The Reputation of Thomas Moore in the Belfast Newsletter

An interesting indication of Thomas Moore’s reputation is discovered by consulting historical newspapers. The Belfast Newsletter, as the major source of news and reviews for the city of Belfast since 1828, offers a view of Moore’s profile in a neighbouring city to his birth-place of Dublin. It’s notable that coverage during Moore’s life was more often confined to short references in passing to him, but the final decades of the nineteenth century yielded a few detailed considerations, including a substantial article, “RECOLLECTIONS OF THE POET MOORE”, apparently written by one who had met the poet  in 1830 through an acquaintance struck with Moore’s sister Ellen:

…  I learned she was Miss Ellen Moore, a sister of the  famous Thomas; and great I remember was my gratification when I received one evening an invitation to drink tea with her. … Upon a certain evening I observed preparations being carried on for an entertainment of a more pretentious character; and I learned that Mr. Thomas Moore, having arrived that morning in Dublin, was expected to join our company. A large party was assembled to meet him. I must own to feeling great astonishment at his appearance, as, if his sister was small, he was smaller still-that is, for a man. He was what Charles Dickens would have called a “mite.” He came into the room on tiptoe, at a sort of run, with his head thrown back; and first he kissed his sister Ellen most affectionately, then he kissed nearly every other pretty girl he could get at. His manner was delightfully frank, genial, and winning. He was full of the gossip of the day, and looked like a well-to-do little gentleman who had no other occupation except amusing himself. …  In society it was almost impossible to get at him: for he was generally the centre of a perfect galaxy of petticoats. All the prettiest women seemed to fondle and caress him, and treat him much as they would a large wax doll; but when he sang, as he did on that particular evening, two of his famous melodies, the “Last Rose of Summer.” and “Oft in the stilly Night” there was a sensation, a flatter, and a tendency to hysterical emotion instantly perceptible …  I cannot attempt to describe either the singing or its electrical effect …

The writer continues by affirming Moore’s standing within Dublin high society at the time:

He was in prodigious request at that time, I remember, in Dublin. The Marchioness of Normandy used to send her carriage to fetch him out for airings in the Phoenix Park, and he was continually receiving invitations to dine with the Lord Lieutenant, or Lord Morpeth, then the Secretary. A covered car, which is a species of conveyance peculiar to Dublin, used to fetch him to these entertainments …

Moore’s reputation extended to his person, for according to this account

In all the relations of private life Mr. Moore’s conduct was unexceptionable ; a better husband, a kinder father never existed; and he allowed his only sister, at whose house I made his acquaintance, out of his own slender income, sufficient for her comfortable support. … –Belgravia

(Belfast Newsletter, 29 December 1874)

Moore was still a subject of academic interest in Belfast over forty years after his death. Reporting on the second of a series of four lectures on Ireland’s contribution  delivered by the Rev. C. E. Pike at the First Presbyterian Church, Holywood, the Belfast Newsletter (10 January 1898) recorded the following claim:

Moore is a lyrical poet, and he is one of the greatest of our lyrical poets. No one can read ” The Irish Peasant to his Mistress,” or that weird pathetic wail, ” 0, ye Dead,” without perceiving that though Moore uses English and purer English he has filled it with a passion which is not English; which is rather the transmitted feeling of a long-subjugated race, which has suffered in mute patience, and found consolation in dreams.

This affirmation of Moore’s Irishness – not universally perceived in the decades following his death –  is an interesting facet of his posthumous reputation.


What to do
Keep only the lines that hold the string "init", filtering out the rest of the entries below.

═════ Available records

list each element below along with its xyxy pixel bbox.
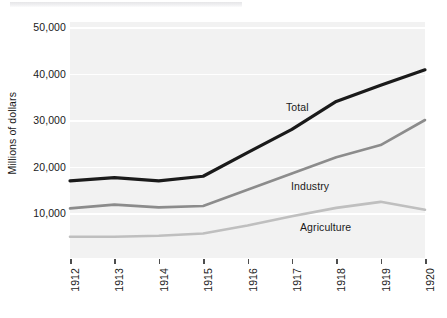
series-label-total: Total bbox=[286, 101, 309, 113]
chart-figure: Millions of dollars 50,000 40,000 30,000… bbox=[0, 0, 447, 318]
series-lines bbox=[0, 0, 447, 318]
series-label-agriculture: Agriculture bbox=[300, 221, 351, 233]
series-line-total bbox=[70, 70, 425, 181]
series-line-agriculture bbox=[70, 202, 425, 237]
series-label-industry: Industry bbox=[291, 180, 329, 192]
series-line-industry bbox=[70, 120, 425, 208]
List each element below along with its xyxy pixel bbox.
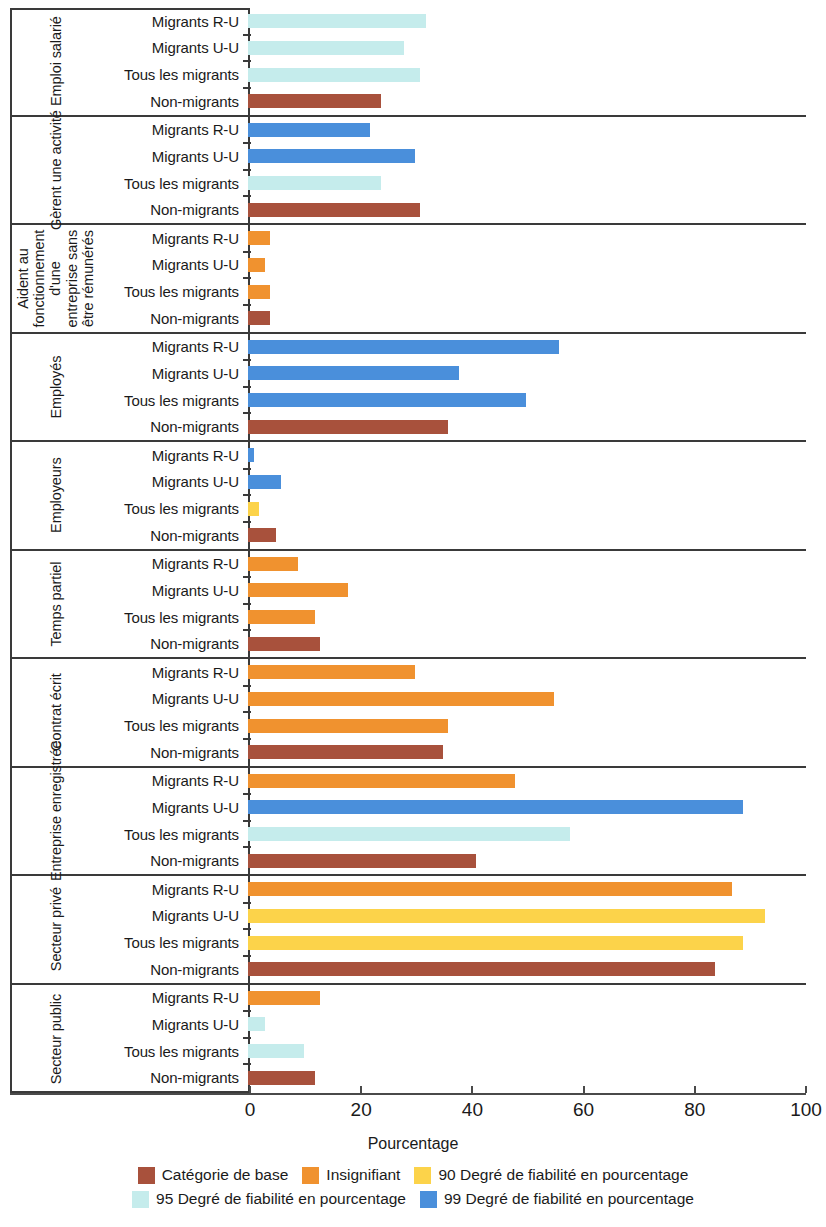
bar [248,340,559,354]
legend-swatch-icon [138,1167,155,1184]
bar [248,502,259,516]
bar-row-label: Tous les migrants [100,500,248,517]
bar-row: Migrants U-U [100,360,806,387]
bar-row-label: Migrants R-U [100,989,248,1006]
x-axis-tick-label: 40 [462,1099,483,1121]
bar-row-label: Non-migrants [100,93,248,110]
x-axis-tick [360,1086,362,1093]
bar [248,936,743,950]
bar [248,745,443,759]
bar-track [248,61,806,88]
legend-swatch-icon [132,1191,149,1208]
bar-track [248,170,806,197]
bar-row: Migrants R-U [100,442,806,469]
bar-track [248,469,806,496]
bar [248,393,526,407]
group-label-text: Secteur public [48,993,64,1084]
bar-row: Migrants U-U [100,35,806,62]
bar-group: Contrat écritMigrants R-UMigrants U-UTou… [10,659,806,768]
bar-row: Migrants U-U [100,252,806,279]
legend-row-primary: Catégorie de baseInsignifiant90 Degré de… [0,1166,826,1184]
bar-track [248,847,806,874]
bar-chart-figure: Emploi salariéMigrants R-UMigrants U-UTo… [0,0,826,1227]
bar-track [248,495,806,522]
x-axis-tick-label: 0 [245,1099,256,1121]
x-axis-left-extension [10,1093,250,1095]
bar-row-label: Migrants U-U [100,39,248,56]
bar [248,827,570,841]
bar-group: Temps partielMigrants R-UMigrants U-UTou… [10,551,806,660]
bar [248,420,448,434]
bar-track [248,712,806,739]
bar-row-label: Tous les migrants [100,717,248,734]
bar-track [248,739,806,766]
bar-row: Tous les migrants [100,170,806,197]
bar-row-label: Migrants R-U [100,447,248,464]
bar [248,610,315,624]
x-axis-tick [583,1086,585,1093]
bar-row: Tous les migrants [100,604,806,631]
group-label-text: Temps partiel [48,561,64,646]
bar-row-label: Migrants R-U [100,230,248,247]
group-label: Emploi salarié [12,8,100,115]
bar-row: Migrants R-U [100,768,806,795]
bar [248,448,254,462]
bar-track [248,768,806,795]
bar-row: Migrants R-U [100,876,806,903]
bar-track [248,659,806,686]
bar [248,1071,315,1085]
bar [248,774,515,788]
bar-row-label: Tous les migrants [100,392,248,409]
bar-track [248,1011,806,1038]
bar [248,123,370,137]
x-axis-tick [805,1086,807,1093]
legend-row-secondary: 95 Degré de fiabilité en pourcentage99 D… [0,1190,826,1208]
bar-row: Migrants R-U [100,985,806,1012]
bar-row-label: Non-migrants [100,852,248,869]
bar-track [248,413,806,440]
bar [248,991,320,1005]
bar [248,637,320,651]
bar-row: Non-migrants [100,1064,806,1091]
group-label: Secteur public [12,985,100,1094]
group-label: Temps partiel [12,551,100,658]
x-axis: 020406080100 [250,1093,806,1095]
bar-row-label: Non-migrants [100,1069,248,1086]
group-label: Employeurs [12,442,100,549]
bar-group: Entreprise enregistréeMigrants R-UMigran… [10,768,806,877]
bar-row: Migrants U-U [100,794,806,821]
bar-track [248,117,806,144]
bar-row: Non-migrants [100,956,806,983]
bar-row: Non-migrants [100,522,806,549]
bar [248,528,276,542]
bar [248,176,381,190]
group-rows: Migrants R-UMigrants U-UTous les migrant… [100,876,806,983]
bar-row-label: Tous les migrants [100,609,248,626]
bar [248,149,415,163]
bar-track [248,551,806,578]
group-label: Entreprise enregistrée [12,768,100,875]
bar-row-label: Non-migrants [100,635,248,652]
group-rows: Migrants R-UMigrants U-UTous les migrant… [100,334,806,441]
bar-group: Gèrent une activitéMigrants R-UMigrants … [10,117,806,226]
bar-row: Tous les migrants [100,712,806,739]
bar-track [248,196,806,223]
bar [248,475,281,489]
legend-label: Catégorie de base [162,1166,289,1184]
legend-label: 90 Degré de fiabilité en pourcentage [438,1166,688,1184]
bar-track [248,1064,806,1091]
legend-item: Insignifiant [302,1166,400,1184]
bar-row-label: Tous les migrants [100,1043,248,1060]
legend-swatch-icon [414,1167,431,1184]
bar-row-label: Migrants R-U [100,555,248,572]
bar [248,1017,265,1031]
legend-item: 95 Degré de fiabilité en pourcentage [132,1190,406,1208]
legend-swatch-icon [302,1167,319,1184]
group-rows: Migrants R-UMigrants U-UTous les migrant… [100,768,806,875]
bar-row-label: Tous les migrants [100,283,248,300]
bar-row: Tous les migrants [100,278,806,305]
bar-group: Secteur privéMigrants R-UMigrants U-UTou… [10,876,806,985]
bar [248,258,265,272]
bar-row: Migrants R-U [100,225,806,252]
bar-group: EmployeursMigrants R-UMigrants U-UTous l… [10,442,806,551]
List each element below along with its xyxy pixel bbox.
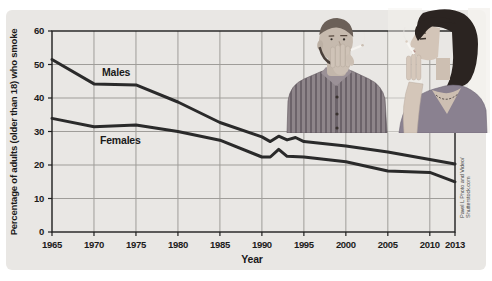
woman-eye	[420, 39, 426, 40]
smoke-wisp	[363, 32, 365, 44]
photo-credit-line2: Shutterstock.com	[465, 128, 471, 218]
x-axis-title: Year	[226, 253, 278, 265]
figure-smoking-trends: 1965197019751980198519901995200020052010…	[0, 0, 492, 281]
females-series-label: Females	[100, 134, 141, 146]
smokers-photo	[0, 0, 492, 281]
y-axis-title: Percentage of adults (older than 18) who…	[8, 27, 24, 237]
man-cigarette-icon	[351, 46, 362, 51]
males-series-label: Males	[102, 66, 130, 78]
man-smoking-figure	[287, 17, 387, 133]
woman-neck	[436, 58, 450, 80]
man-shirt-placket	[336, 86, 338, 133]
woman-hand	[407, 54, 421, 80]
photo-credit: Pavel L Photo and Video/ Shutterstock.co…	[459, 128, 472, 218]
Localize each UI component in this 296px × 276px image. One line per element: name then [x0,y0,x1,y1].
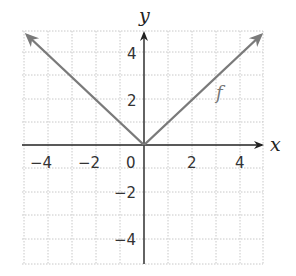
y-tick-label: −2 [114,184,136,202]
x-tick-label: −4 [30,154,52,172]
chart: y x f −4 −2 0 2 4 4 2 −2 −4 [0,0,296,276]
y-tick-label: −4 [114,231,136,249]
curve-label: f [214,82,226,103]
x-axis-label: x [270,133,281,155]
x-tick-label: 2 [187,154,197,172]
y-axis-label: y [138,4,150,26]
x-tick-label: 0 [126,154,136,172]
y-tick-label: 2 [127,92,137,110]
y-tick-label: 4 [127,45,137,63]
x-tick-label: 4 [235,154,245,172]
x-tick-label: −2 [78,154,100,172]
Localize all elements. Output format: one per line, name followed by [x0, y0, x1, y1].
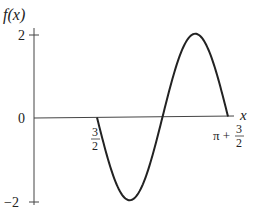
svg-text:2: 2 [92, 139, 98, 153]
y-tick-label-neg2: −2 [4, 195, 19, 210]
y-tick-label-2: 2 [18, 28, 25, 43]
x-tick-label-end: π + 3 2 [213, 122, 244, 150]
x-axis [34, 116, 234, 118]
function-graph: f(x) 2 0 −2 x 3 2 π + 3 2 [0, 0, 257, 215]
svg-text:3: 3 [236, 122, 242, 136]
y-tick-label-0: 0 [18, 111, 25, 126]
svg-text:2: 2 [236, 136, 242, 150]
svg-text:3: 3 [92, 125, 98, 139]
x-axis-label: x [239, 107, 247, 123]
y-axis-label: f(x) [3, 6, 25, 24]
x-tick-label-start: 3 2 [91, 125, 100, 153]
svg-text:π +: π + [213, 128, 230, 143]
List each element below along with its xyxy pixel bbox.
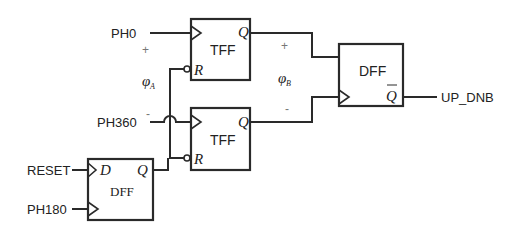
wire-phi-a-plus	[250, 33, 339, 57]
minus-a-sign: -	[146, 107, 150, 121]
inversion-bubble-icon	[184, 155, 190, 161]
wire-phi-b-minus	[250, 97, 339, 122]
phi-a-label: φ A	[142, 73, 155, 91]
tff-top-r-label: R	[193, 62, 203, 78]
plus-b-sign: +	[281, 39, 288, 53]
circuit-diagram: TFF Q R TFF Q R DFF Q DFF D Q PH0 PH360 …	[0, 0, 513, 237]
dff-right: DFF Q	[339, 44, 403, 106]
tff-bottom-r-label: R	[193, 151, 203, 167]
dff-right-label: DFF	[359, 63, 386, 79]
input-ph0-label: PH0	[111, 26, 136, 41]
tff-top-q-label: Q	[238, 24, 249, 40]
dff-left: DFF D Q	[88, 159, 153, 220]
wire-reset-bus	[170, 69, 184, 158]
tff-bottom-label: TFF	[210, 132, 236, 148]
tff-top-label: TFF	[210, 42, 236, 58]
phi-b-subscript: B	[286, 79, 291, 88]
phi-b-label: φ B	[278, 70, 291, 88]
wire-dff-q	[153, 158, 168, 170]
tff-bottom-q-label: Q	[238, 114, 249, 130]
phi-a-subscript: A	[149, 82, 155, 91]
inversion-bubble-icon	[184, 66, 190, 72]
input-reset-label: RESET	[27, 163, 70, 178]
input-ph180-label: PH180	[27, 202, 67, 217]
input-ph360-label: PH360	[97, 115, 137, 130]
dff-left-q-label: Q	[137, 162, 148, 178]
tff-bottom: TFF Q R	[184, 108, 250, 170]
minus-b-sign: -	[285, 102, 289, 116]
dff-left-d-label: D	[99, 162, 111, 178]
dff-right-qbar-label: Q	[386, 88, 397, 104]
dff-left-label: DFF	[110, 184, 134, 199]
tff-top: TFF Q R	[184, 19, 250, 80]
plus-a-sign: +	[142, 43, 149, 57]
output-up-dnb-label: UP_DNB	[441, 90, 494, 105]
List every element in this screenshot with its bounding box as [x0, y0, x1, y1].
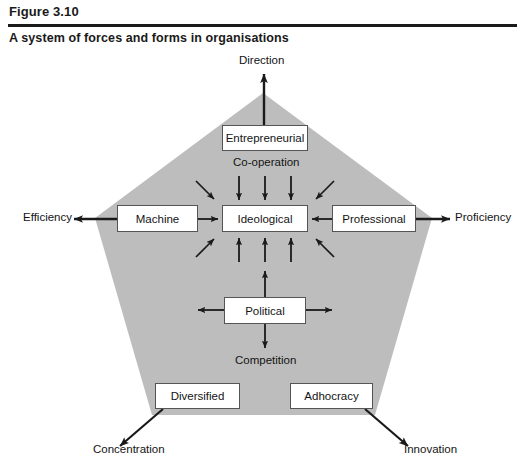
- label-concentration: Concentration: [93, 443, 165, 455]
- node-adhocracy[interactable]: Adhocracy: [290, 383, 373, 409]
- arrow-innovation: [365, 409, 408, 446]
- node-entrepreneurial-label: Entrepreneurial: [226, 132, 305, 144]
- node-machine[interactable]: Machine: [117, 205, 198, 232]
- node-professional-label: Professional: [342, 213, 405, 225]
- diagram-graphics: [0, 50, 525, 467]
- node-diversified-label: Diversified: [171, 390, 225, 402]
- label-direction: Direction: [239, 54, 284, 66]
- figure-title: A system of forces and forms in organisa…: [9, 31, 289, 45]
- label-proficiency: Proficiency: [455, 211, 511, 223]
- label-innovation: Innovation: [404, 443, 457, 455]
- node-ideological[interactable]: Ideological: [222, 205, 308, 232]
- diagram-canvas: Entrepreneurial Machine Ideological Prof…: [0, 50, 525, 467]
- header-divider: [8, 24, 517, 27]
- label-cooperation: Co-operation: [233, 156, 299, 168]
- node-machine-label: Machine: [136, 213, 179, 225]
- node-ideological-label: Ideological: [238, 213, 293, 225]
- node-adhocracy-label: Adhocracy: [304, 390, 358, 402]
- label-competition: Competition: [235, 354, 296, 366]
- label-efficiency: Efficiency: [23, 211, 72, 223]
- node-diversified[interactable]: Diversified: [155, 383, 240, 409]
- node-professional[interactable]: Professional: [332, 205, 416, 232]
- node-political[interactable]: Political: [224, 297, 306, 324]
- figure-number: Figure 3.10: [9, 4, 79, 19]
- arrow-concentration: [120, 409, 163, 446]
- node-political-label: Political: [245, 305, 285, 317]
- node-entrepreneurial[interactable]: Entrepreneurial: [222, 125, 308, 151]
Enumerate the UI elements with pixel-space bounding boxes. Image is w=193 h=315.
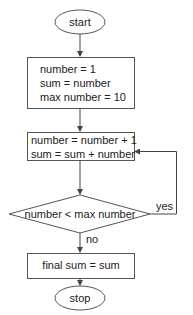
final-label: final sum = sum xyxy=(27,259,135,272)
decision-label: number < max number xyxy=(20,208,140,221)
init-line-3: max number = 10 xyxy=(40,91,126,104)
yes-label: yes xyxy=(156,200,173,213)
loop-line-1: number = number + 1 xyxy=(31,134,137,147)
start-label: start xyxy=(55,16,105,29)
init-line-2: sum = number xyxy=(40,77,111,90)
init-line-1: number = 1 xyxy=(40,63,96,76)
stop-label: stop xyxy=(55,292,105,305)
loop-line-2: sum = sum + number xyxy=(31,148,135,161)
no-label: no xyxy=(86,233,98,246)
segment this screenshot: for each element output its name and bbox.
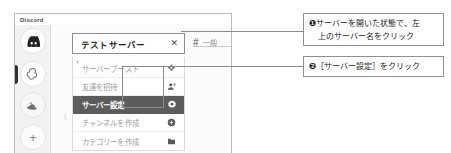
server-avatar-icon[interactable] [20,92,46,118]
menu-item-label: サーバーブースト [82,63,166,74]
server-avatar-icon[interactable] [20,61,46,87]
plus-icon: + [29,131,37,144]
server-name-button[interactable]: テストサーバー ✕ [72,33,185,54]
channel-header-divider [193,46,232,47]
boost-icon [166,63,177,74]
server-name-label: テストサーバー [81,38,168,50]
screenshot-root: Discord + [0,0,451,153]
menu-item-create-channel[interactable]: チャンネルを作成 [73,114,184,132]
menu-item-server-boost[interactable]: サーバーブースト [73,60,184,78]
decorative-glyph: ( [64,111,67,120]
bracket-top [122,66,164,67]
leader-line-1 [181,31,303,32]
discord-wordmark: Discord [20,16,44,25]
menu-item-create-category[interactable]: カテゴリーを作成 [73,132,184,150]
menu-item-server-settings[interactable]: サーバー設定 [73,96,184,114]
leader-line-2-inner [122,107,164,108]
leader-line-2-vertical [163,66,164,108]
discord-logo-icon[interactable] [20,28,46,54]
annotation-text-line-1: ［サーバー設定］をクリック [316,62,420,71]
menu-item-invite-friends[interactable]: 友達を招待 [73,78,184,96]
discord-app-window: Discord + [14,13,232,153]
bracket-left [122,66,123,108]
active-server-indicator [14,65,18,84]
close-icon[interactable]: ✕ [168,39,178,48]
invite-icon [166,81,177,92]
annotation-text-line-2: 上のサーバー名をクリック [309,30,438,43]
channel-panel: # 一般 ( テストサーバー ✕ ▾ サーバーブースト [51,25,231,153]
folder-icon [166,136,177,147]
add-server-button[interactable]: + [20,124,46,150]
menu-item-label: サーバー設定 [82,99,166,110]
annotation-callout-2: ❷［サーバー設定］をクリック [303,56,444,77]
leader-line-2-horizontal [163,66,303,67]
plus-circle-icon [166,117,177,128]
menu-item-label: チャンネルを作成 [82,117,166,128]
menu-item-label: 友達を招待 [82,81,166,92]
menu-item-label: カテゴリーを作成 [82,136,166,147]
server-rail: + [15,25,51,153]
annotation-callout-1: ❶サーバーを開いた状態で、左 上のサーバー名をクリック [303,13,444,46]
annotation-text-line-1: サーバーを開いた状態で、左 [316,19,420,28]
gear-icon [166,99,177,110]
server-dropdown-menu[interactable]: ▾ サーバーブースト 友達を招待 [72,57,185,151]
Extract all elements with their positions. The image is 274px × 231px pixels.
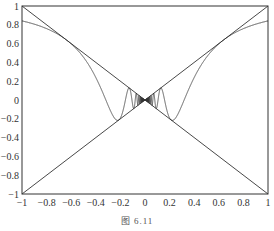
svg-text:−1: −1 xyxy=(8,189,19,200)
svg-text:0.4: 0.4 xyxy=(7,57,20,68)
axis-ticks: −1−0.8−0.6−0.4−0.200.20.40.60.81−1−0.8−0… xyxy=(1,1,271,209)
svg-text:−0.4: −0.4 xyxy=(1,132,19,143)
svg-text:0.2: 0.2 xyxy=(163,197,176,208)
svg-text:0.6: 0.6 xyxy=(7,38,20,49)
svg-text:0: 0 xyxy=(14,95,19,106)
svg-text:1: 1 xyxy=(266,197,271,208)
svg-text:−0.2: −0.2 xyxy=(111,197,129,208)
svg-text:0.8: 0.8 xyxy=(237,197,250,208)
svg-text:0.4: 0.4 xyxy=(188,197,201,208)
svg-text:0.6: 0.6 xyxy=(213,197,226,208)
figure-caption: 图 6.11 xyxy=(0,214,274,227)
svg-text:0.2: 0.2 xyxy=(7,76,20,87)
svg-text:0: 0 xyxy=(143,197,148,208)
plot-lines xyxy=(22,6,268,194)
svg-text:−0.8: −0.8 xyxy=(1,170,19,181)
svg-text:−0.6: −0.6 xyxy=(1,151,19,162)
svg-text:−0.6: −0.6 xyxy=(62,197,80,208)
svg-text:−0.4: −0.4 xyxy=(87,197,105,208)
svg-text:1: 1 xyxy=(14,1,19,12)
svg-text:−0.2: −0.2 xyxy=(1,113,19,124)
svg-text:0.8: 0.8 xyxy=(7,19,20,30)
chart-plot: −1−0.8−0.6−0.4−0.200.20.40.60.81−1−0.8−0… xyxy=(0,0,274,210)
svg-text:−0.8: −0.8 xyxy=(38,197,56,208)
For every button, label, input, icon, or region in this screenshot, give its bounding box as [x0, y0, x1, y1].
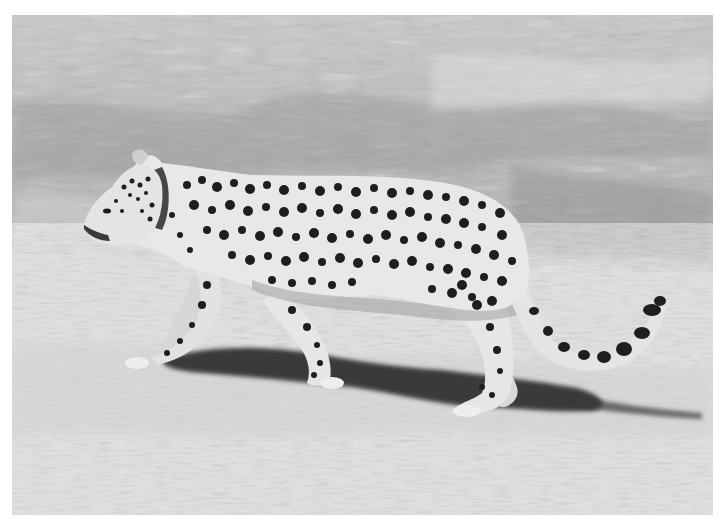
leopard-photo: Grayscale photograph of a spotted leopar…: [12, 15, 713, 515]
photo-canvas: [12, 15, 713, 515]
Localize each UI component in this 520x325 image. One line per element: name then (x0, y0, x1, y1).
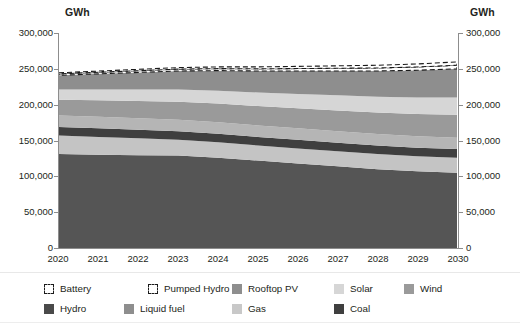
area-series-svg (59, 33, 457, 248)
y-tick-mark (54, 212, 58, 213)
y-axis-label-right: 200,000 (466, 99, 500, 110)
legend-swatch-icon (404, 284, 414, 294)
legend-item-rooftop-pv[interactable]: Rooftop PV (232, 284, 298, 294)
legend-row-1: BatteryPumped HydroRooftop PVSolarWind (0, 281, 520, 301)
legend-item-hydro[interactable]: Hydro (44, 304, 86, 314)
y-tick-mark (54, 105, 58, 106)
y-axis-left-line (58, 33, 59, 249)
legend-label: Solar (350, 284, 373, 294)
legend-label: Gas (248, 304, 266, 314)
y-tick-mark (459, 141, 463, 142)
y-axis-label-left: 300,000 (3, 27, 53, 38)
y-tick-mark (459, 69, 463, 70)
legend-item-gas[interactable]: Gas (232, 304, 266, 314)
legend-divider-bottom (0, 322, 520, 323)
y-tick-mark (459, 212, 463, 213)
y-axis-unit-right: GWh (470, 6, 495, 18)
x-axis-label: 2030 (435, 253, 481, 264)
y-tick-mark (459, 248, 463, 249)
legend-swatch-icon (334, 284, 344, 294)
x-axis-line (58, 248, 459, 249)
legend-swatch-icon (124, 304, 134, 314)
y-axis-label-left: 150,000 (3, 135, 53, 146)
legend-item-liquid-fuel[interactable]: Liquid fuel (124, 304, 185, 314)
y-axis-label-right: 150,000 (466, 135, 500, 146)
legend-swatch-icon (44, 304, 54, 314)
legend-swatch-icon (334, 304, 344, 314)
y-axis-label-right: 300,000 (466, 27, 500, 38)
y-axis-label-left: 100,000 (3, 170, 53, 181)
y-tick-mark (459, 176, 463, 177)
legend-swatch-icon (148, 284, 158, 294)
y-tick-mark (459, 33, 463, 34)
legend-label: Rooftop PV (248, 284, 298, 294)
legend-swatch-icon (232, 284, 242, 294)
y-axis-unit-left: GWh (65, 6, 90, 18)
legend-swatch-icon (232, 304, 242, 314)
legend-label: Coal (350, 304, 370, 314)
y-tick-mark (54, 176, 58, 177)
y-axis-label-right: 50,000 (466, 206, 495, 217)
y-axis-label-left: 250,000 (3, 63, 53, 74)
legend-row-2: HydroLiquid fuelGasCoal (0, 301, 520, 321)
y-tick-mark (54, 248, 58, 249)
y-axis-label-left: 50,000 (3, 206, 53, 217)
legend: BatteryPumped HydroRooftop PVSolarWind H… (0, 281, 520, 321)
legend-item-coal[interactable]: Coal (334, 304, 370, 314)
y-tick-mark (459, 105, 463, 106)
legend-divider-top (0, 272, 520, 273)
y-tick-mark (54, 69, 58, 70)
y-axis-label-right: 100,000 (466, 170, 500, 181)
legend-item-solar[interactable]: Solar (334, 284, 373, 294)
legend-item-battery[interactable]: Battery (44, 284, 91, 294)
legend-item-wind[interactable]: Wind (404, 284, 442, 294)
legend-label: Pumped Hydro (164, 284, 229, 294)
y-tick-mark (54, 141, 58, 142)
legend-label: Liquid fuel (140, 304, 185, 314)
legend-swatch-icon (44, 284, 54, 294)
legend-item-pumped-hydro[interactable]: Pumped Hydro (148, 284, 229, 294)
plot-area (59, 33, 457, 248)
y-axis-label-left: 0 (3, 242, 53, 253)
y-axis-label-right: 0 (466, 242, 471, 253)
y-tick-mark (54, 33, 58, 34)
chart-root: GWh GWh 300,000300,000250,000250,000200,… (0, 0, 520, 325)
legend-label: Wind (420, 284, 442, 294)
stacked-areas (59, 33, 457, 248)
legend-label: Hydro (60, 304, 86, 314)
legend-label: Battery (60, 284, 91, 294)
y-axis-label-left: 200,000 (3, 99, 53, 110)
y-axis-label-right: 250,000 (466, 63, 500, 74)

══════════

Answer to this task
init-line-3: max number = 10 xyxy=(40,91,126,104)
init-line-2: sum = number xyxy=(40,77,111,90)
init-line-1: number = 1 xyxy=(40,63,96,76)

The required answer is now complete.